*** Extracted data ***

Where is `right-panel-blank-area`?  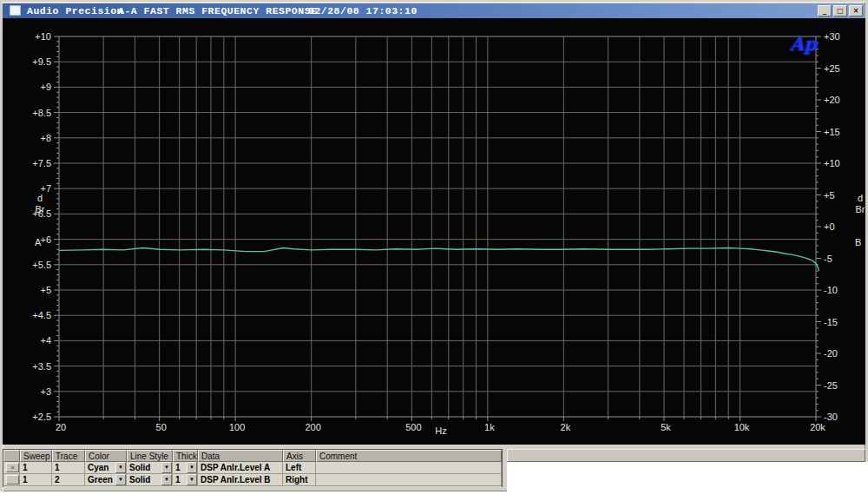
right-panel-blank-area is located at coordinates (687, 478).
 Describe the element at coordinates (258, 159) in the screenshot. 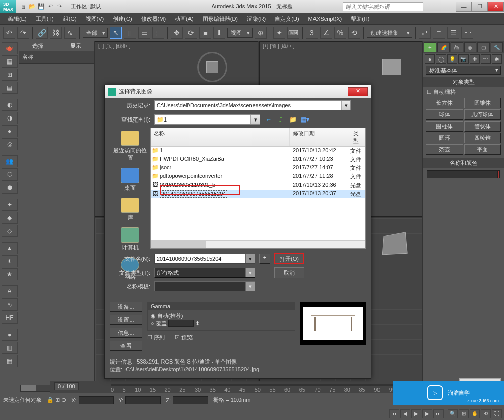

I see `file-row: 📁HWPDFOCR80_XiaZaiBa2017/7/27 10:23文件` at that location.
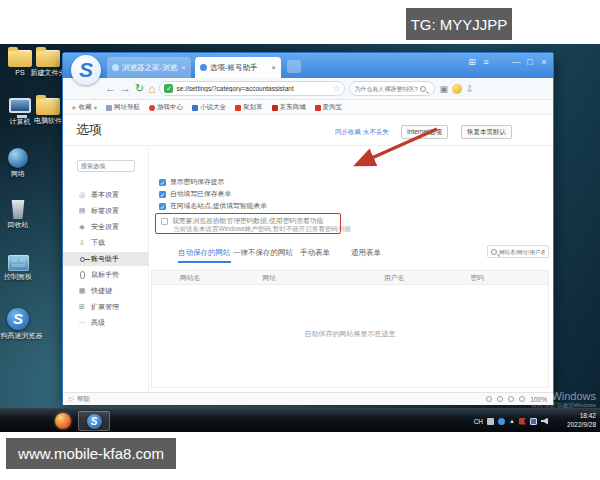 The image size is (600, 480). What do you see at coordinates (106, 195) in the screenshot?
I see `sidebar-item-basic: ◎基本设置` at bounding box center [106, 195].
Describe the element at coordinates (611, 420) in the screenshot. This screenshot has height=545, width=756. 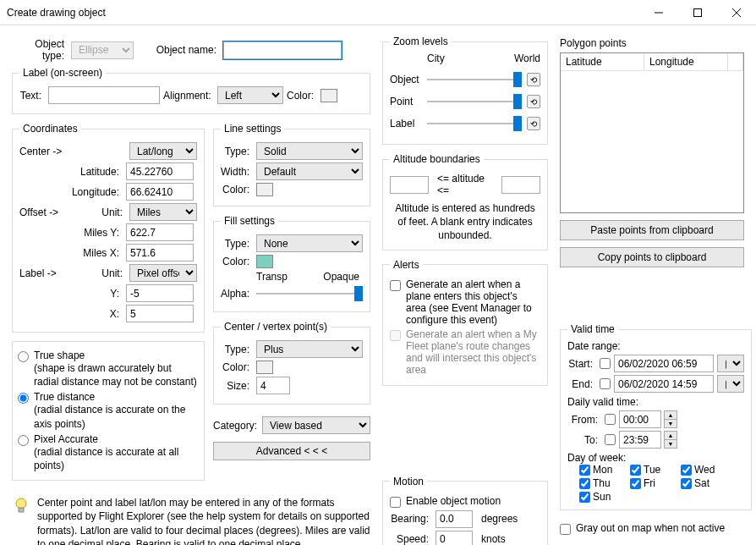
I see `from-enable-checkbox` at that location.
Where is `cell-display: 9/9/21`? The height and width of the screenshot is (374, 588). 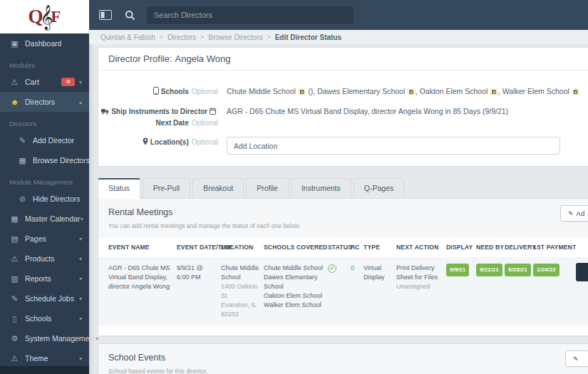 cell-display: 9/9/21 is located at coordinates (461, 270).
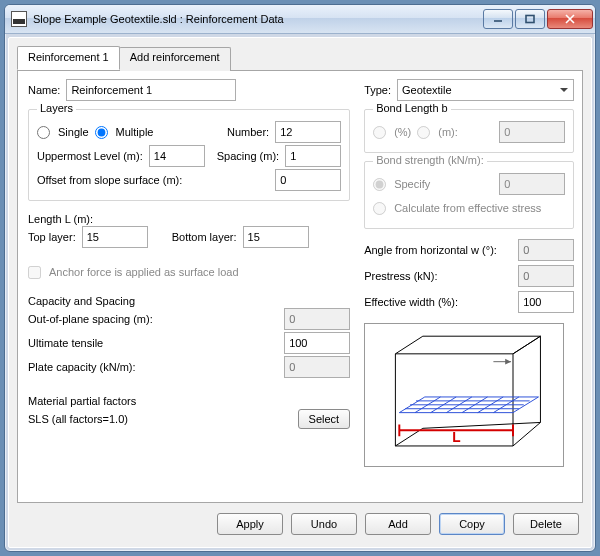 The image size is (600, 556). What do you see at coordinates (468, 208) in the screenshot?
I see `calc-label: Calculate from effective stress` at bounding box center [468, 208].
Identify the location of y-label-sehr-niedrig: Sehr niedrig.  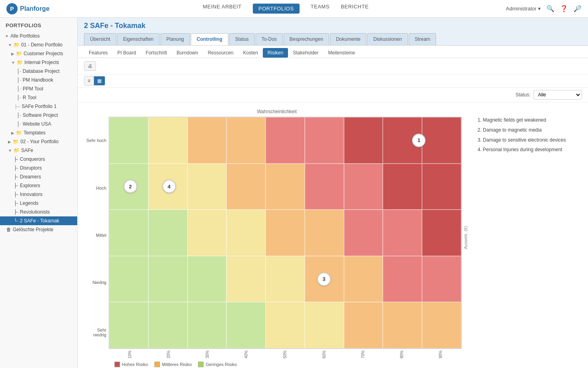
(95, 332).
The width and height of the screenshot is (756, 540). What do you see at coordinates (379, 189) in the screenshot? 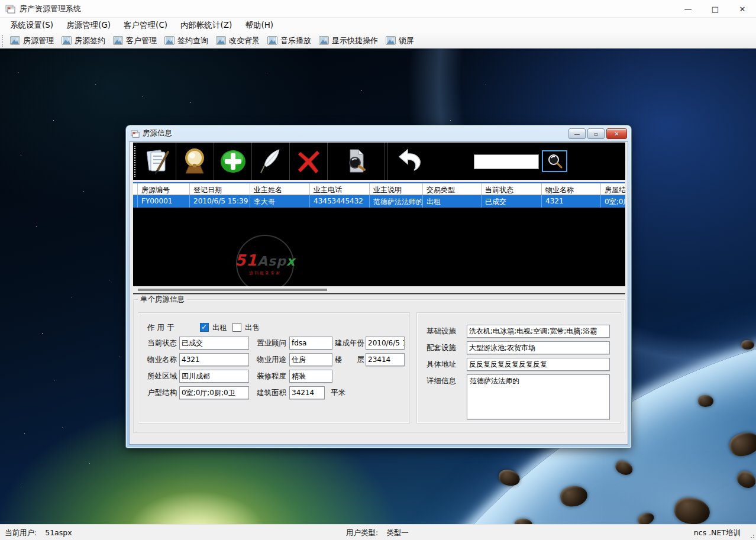
I see `grid-header: 房源编号 登记日期 业主姓名 业主电话 业主说明 交易类型 当前状态 物业名称 …` at bounding box center [379, 189].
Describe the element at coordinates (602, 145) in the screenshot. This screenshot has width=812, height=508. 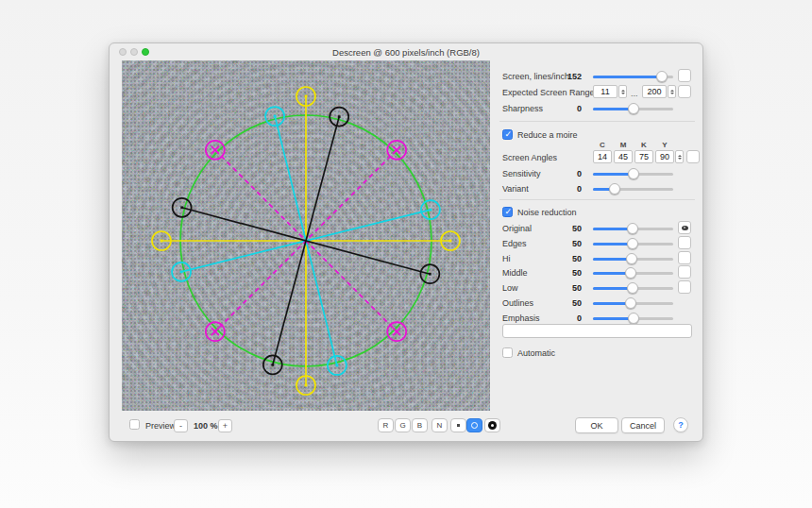
I see `column-header-c: C` at that location.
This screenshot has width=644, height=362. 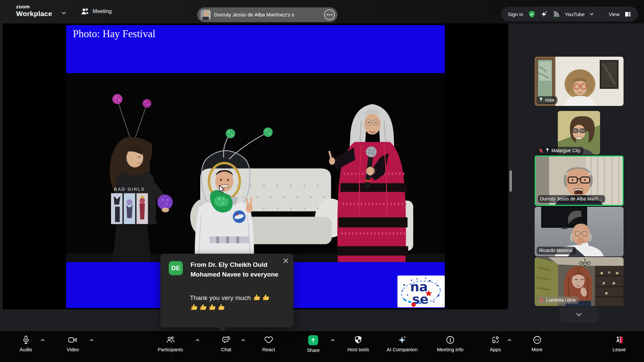 What do you see at coordinates (129, 189) in the screenshot?
I see `svg-text: BAD GIRLS` at bounding box center [129, 189].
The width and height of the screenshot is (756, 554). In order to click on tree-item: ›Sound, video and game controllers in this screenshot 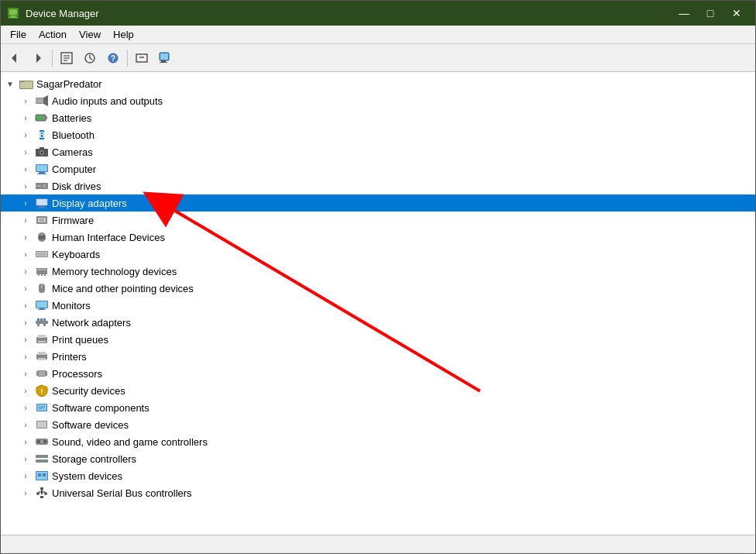, I will do `click(378, 442)`.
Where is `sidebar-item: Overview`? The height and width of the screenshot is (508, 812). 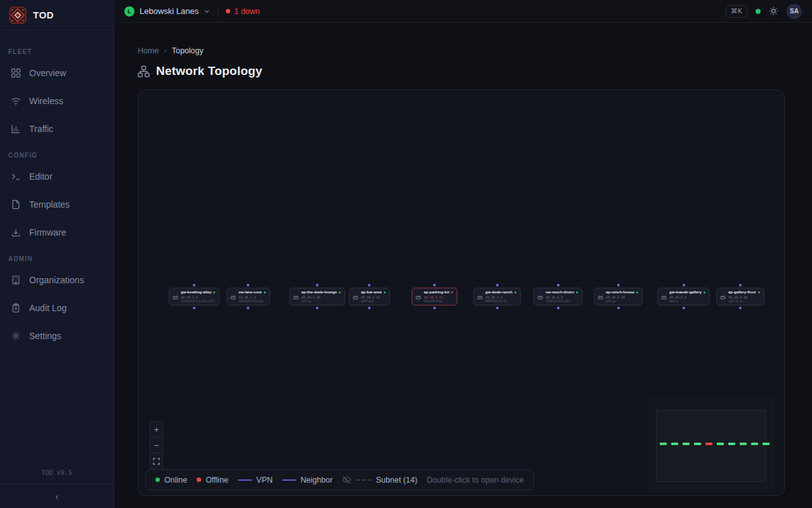 sidebar-item: Overview is located at coordinates (57, 73).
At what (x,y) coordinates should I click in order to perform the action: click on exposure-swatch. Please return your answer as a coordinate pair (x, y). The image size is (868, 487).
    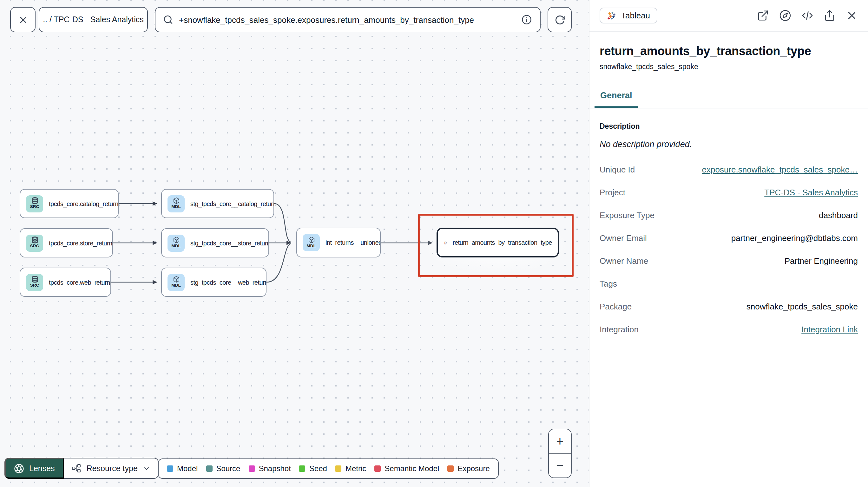
    Looking at the image, I should click on (451, 469).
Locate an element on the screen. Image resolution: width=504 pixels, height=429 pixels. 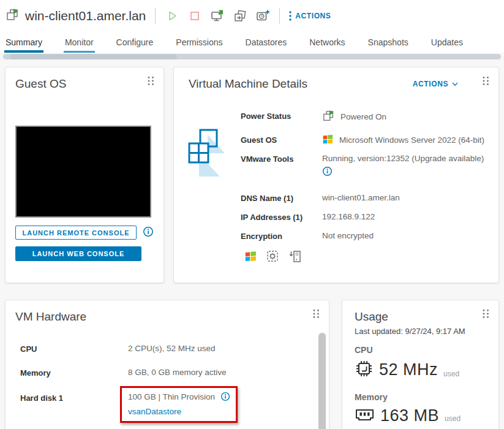
highlight-annotation-box: 100 GB | Thin Provision vsanDatastore is located at coordinates (179, 404).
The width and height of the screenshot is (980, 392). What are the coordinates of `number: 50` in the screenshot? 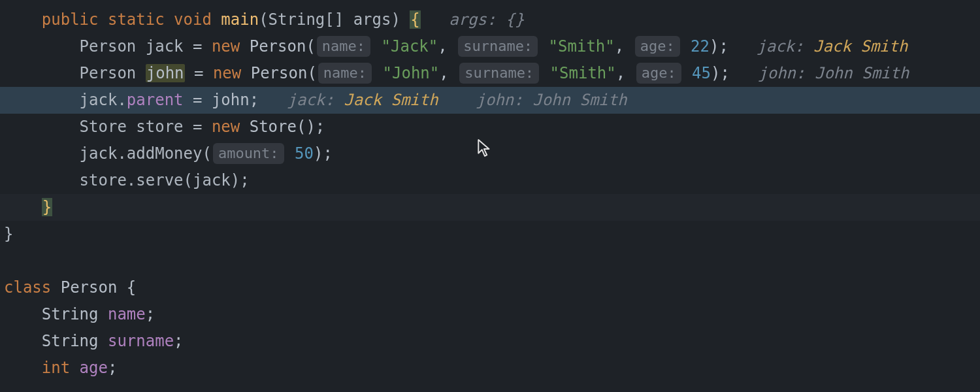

*** End of Extracted data ***

About this task
With pictures left out, print the lines of the material above from the line containing "At what (x,y)" through its last line, exactly and nothing more.

Answer
At what (x,y) coordinates should I click in order to perform the action: click on exposure-swatch. Please return your answer as a coordinate pair (x, y). The image size is (868, 487).
    Looking at the image, I should click on (451, 469).
Locate an element on the screen. Image resolution: width=504 pixels, height=429 pixels. 
highlight-annotation-box: 100 GB | Thin Provision vsanDatastore is located at coordinates (179, 404).
The width and height of the screenshot is (980, 392). What are the coordinates of `number: 50` in the screenshot? 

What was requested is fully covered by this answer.